Peter Kalmus | |
Birth Date: | 28 August 1953 |
Birth Place: | Piešťany, Czechoslovak Socialist Republic (now Slovakia) |
Occupation: | Visual artist, activist |
Peter Kalmus (born 28 August 1953 in Piešťany) is a Slovak self-taught visual artist and activist.[1]
Kalmous was born to a German Jewish father of Wolfgang Hans Hartman Kalmus and a Slovak Lutheran mother Mária (née Češeková).[2] Soon after his birth, his parents divorced and his father returned to Germany.[3] In spite of distance, Kalmous and his father reconnected during the Prague Spring and remain very close to this day.[4]
From early childhood, Kalmous has lived in Košice. Since the 1970s, he was in close contact with Prague underground cultural scene. His own art mainly consists of painting, photography and performance art (commonly taking the form of public, non-violent protest). In 1989, he co-founded the Košice cell of the Civic Forum party. On 21 November 1989 he organized the first anti-regime demonstration in Košice to commemorate the killing of a local student Michal Hamrák by the Soviet forces during the Warsaw Pact invasion of Czechoslovakia.
After the Postoj, Kalmus participated at many art exhibitions in Slovakia and abroad.[5] Kalmous considers creating art to be his lifestyle.[6] His work reflects the public obsession with consumerism as well politics, death, religion, sports.[7] He has several long-running projects, including the cycles Partitúry (Scores) and Korózne grafiky (Corrosive Prints). Perhaps his well-known long-term project has consisted of wrapping a wire around at least one stone every day between 1998 and 2022, representing the 70 000 Jews deported from Slovakia by the fascist Slovak Republic during the World War II. A Peter Kalous' Holocaust monument, consisting of four glass tubes filled with the wire-wrapped stones, was first uncovered in 2016 by the President of Slovakia Andrej Kiska. It is located in a renovated synagogue in the town of Lučenec.[8]
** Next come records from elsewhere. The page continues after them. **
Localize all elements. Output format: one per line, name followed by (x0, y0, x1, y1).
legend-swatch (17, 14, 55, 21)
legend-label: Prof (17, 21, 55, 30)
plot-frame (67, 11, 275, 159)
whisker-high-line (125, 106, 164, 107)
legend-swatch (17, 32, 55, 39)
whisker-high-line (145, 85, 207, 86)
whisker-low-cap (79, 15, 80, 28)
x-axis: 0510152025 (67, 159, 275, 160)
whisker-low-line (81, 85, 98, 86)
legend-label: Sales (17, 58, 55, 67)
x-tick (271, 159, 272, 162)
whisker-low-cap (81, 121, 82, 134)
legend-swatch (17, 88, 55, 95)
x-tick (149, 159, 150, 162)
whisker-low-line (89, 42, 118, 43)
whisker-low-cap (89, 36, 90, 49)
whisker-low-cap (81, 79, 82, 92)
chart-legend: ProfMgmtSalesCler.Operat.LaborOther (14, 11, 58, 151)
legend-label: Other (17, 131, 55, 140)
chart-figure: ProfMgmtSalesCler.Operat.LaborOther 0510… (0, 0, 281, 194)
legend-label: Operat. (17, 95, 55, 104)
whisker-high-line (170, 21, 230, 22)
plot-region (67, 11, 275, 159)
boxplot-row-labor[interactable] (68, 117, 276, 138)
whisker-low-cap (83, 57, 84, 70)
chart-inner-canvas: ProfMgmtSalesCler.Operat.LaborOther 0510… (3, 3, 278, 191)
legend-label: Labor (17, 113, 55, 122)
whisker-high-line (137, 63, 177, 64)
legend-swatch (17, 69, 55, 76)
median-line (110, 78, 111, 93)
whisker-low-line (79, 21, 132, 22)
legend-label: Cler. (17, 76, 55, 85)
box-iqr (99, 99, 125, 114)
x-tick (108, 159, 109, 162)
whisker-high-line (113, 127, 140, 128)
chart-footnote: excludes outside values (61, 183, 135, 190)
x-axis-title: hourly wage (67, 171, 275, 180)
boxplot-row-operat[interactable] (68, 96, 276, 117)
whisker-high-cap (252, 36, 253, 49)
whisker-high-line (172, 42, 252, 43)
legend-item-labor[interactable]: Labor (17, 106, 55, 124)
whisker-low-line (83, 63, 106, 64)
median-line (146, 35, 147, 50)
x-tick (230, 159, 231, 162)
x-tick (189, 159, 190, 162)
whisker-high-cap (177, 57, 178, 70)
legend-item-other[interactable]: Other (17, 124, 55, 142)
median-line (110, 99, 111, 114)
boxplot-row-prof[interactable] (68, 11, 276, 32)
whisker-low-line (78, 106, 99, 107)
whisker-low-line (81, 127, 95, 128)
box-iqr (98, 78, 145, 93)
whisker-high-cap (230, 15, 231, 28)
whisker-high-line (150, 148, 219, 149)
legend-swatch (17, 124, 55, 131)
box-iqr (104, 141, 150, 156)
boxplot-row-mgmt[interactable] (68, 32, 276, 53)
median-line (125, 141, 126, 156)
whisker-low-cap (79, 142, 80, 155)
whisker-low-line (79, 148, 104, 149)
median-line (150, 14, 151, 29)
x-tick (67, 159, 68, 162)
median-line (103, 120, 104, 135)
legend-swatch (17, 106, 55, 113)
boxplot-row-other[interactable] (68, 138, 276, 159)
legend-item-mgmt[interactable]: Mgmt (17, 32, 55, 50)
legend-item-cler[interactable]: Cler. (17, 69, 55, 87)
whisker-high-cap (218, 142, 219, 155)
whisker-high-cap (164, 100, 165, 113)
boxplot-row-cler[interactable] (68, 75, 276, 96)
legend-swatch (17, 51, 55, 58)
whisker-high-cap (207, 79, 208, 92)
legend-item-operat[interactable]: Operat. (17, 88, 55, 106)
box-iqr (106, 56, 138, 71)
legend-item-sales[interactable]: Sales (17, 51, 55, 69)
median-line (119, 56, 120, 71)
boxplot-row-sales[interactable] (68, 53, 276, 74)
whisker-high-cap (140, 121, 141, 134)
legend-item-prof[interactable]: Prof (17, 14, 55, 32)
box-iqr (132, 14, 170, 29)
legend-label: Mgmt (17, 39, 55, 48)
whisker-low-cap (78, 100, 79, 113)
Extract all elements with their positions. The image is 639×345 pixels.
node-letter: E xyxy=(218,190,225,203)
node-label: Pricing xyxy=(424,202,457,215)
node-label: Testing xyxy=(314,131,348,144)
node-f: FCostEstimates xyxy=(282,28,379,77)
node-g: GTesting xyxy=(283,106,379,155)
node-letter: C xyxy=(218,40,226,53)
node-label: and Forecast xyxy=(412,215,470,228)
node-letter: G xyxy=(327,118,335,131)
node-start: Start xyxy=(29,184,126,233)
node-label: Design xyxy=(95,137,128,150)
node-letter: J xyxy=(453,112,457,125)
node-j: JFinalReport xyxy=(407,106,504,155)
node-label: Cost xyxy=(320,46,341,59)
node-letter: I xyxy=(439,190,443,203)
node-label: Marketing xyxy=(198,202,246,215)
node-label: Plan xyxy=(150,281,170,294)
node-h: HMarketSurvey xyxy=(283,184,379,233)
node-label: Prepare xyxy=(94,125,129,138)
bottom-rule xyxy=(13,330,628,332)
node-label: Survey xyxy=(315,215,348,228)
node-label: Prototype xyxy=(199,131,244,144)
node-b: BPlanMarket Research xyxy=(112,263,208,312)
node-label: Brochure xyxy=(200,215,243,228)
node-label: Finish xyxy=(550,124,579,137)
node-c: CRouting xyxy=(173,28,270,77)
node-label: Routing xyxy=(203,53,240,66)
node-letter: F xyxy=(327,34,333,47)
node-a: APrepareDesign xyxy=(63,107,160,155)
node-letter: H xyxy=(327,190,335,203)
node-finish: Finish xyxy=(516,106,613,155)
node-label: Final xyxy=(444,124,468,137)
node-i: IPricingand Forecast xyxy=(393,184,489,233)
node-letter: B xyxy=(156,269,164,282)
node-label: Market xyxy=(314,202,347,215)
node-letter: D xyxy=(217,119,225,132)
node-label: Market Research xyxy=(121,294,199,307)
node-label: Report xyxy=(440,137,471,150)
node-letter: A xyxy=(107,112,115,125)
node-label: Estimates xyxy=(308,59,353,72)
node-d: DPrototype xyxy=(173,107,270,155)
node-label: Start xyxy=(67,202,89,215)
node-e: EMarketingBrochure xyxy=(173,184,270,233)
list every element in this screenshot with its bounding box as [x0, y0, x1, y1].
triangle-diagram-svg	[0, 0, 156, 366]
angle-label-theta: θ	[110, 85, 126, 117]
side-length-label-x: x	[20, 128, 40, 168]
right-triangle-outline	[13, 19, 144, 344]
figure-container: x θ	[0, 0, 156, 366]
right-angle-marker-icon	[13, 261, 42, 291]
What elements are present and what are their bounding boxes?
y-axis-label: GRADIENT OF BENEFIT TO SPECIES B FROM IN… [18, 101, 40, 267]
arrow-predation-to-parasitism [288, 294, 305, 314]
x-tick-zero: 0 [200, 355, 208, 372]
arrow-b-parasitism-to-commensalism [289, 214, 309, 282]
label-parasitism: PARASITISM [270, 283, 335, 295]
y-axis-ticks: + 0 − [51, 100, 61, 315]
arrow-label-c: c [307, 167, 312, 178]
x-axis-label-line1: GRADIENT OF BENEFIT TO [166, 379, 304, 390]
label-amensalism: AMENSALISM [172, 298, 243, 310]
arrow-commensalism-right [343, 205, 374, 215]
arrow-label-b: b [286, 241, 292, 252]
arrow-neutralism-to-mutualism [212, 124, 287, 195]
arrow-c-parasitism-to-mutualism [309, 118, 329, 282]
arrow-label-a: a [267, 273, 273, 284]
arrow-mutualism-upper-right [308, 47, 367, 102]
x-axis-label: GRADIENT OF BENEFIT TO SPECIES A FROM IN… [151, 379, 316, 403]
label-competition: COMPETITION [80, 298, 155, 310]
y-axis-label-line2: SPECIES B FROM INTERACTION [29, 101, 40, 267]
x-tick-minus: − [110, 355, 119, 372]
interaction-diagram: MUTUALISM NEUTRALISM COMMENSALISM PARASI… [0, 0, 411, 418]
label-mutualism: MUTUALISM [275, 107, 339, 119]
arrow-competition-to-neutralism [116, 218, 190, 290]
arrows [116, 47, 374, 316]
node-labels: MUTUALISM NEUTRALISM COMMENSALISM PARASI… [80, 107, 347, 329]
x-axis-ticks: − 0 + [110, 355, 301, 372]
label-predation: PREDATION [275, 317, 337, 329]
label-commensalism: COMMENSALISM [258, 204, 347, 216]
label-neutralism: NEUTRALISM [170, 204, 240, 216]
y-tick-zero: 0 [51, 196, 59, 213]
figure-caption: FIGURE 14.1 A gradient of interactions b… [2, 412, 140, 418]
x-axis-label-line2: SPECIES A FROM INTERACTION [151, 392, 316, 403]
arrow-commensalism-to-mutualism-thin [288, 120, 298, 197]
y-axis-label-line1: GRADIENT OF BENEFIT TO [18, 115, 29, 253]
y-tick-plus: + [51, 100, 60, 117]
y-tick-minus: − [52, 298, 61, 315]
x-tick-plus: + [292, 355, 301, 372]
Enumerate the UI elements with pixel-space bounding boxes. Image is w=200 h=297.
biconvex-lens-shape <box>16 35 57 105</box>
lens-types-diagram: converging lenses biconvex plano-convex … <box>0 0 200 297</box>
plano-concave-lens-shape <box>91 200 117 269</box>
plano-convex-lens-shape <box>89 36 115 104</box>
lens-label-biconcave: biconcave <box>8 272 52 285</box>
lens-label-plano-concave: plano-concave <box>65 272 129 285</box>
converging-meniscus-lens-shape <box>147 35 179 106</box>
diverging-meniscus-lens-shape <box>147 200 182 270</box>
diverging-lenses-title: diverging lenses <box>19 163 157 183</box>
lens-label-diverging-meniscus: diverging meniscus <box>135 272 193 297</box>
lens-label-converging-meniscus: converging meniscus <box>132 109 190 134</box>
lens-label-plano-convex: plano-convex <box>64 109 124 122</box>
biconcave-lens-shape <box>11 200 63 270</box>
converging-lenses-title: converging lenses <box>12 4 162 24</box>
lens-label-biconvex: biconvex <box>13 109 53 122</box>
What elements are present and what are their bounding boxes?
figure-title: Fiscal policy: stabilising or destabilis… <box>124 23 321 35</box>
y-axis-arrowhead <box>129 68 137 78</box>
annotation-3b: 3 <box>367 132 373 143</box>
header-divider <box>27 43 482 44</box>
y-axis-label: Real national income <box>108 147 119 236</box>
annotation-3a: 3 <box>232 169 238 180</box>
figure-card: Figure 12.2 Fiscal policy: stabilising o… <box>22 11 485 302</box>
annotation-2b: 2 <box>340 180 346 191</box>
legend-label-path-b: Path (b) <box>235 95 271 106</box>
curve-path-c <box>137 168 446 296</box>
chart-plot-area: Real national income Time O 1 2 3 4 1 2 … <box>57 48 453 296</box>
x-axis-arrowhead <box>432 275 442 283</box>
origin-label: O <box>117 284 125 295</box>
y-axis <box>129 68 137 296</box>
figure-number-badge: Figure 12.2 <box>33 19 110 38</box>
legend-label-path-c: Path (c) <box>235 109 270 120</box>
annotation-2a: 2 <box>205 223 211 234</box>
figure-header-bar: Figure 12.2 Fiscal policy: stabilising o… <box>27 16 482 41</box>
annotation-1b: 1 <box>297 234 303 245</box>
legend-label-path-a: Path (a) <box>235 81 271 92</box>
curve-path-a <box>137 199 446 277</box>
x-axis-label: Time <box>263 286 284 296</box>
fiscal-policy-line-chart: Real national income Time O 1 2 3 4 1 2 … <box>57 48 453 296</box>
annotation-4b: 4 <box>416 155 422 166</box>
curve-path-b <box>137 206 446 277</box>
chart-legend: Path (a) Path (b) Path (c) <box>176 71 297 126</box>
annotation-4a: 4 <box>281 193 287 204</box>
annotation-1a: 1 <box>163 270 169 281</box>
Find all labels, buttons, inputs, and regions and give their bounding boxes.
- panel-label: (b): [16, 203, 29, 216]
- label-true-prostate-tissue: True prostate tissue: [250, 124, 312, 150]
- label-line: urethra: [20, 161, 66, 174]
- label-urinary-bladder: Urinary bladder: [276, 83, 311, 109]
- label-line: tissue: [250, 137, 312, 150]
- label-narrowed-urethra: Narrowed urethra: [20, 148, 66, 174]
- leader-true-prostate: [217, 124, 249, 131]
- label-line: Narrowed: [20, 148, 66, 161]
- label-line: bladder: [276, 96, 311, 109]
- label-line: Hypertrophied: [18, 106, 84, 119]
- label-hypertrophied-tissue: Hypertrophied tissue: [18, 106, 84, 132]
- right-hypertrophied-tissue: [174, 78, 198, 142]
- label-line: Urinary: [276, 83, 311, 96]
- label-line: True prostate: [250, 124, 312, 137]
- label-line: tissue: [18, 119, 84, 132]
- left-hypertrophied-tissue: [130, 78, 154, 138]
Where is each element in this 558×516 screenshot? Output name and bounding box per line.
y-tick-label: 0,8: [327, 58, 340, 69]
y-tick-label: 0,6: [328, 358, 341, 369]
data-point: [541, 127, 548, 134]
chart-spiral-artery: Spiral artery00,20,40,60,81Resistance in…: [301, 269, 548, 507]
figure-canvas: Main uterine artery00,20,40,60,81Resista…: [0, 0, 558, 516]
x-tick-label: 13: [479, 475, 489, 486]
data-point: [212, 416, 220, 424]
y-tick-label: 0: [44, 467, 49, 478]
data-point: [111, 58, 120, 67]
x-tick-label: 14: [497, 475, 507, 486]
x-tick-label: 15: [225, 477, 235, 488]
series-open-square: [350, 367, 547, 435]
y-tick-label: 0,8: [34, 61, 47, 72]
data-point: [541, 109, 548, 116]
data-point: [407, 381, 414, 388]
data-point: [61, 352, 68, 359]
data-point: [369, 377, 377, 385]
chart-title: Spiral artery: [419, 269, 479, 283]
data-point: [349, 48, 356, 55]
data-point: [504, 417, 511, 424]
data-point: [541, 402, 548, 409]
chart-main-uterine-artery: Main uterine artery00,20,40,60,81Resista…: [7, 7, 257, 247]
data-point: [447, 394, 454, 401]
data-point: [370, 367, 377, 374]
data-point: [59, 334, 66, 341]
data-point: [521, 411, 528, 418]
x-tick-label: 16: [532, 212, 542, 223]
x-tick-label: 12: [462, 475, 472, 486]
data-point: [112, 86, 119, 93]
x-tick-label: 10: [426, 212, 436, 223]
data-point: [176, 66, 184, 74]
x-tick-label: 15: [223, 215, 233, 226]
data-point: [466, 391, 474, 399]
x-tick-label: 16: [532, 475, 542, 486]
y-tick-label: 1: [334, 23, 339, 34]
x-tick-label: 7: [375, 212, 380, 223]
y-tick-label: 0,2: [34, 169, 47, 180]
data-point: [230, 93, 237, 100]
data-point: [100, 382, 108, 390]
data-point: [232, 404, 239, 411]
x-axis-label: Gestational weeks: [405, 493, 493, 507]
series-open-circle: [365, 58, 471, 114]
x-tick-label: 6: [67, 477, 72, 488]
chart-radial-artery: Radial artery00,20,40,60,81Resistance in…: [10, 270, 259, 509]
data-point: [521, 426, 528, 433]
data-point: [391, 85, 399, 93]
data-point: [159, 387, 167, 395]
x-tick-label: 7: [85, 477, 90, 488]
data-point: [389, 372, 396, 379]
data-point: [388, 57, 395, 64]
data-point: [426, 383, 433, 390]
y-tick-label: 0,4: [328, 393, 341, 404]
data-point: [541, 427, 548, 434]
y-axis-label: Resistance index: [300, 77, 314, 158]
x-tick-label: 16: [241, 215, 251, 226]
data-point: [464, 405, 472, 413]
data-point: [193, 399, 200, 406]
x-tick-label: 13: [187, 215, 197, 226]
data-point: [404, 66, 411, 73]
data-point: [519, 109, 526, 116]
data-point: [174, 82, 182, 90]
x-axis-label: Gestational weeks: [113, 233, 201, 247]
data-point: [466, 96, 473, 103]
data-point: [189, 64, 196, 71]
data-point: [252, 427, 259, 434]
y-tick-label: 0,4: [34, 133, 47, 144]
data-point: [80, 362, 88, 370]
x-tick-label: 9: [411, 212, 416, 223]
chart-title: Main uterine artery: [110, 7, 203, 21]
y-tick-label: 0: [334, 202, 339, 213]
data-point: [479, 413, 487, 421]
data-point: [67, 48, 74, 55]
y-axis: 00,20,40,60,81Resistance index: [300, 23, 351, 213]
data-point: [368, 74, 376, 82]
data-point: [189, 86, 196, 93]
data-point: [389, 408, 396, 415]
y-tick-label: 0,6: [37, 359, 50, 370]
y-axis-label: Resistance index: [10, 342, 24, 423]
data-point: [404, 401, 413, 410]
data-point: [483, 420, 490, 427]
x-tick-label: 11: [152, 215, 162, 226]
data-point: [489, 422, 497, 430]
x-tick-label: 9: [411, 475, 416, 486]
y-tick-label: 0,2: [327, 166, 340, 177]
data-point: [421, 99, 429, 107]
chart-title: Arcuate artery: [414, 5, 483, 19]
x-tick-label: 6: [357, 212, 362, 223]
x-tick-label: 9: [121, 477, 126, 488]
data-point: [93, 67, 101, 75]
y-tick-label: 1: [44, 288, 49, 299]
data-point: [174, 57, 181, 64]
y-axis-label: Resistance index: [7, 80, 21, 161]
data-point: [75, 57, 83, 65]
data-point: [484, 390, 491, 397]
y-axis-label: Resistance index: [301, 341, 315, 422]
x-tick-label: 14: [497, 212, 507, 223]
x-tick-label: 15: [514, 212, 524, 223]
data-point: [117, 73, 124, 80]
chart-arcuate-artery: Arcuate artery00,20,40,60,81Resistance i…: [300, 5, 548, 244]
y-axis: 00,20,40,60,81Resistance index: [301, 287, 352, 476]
Kalmus has organized several public protests, which gained media attention. In March 2011 he disrupted the unveiling of a bust of a fascist World War II era politician János Esterházy by throwing toilet paper at the bust.[9] In February 2015 the village of Krajná Bystrá, the birthplace of high-profile communist functionary Vasiľ Biľak, Kalmus together with a fellow artist Ľuboš Lorenz spilled red pain over a bust of Biľak, previously installed there by the Communist Party of Slovakia.[10] In August 2016 he removed the Hammer and Sickle symbol from a Red Army memorial in Košice.[11] The public reactions to Kalmous' activism has been mixed. The liberal Denník N praised the removal of communist symbols from the memorial,[12] while the conservative website Postoj criticized is as a meaningless publicity stunt, disrespectful to the memory of World War II victims.[13]